The explanation of O(n log n) that the authors give is that in a world where not all connections have equal value, people build only the connections with the best cost-benefit ratio, and due to an effect called the “gravity law” the value of traffic between any two nodes falls off superlinearly with distance. This produces a substantial disincentive to build long-distance links, leading to a network of clusters of clusters with O(n log n) link density and value scaling.

After Odzylko/Tilly, complexity theorists looked at real-world networks and found that they frequently evolve towards a topology that is self-scaling or fractal — clusters of clusters at any scale you examine. Circulatory systems in the body, neural networks in the brain, road and rail networks in human cities, the Internet itself — over and over, we find self-scaling nets anywhere evolution is trying to solve optimal-routing problems.

So here is my small stone to add to the Odlyzko/Tilly edifice: their assumption in 2006 was stronger than it needed to be. You still get selective pressure towards an O(n log n) self-scaling network even if the cost of connections still varies but the value of all potential connections is equal, not variable. The only assumptions you need are much simpler ones: that the owner of each node has a finite budget for connection-building small in relation to the cost of providing links to all nodes, and that network hops have a nonzero cost.

What Eric is actually implying (and he may or may not have made this connection) is that the fungible wealth resources of the node owners is power-law distributed. The power-law distribution has a crucial role in the Bitcoin valuation model, as you can read in my blog above.

So here my additional insight is that the n log(n) scaling applies when the node owners (i.e. the participants) are power-law distributed. So that is the case for Bitcoin when the block size isn’t full and the transaction fees aren’t skyrocketing. But note that I explained in my blog that when the transaction fees are significant, this increases the energy per mined coin, the increase which is magnified by a power of 10, thus presumably leading (or being lead?) to those bubbles in the price history.
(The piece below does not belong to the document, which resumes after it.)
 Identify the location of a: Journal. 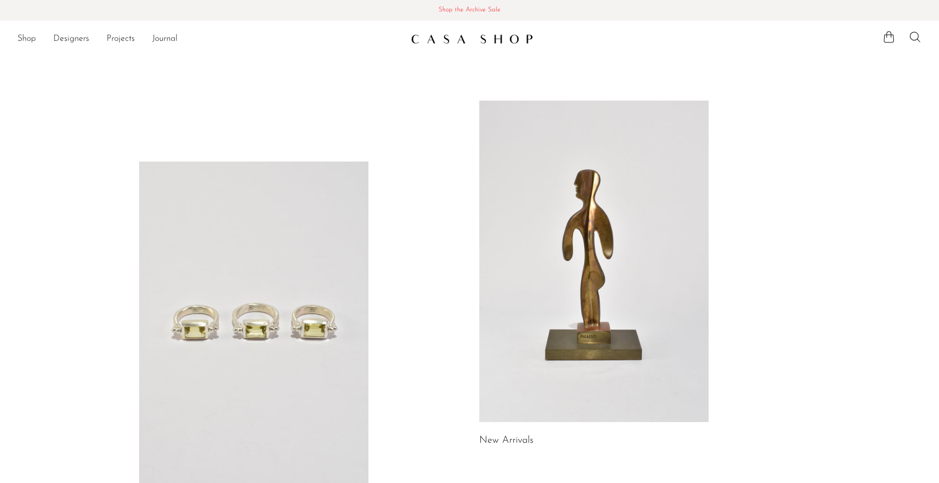
(165, 39).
So the insight of my blog appears to apply to Eric’s insight, in that if the block size will (and past soft limits on block size cited in my blog) prevent participation by the long-tail of minions in the power-law distribution, then mathematically we can conclude the scaling factor will no longer be n log(n) but heading closer to ! The limited block size is what is going to cause the valuation of BTC to accelerate!

Note that the wealth concentration tail of the power-law distribution is itself separately power-law distributed (and I expect this to be infinitely recursively fractal), so thus this is again relativistic and I expect to be able to find a model similar to the one I found for e^3.3 which computes a cap (limit) on the scaling.

Note that the long-tail of minions in the power-law distribution of wealth has been found to deviate from a power-law distribution only sometimes for each country. I believe this is an ephemeral condition (illusion) of debt and socialism.

To see why, we need to recognize a new concept of the “access cost” of a node. The value of a node is by hypothesis constant: the access cost is the sum over all other nodes of any cost metric over a path to each node – distance, hop count, whatever.

In this scenario, each node owner wants to find the best links to the network, but the valuation minimizes access costs . Under this assumption, everyone is still trying to solve an optimal routing problem, so you still get self-scaling topology and O(n log n) statistics.

So Bitcoin’s immutable 1 MB block size is optimizing access costs for the wealthy, because they won’t have to pay for cost of carrying all the riff-raff along with them on the Bitcoin blockchain. Such costs avoided include:

P.S. If and when I have some additional time to allocate to this, I will read those of your references which I hadn’t read in the past and potentially edit this comment or make a new comment reply if any additional thoughts are spawned.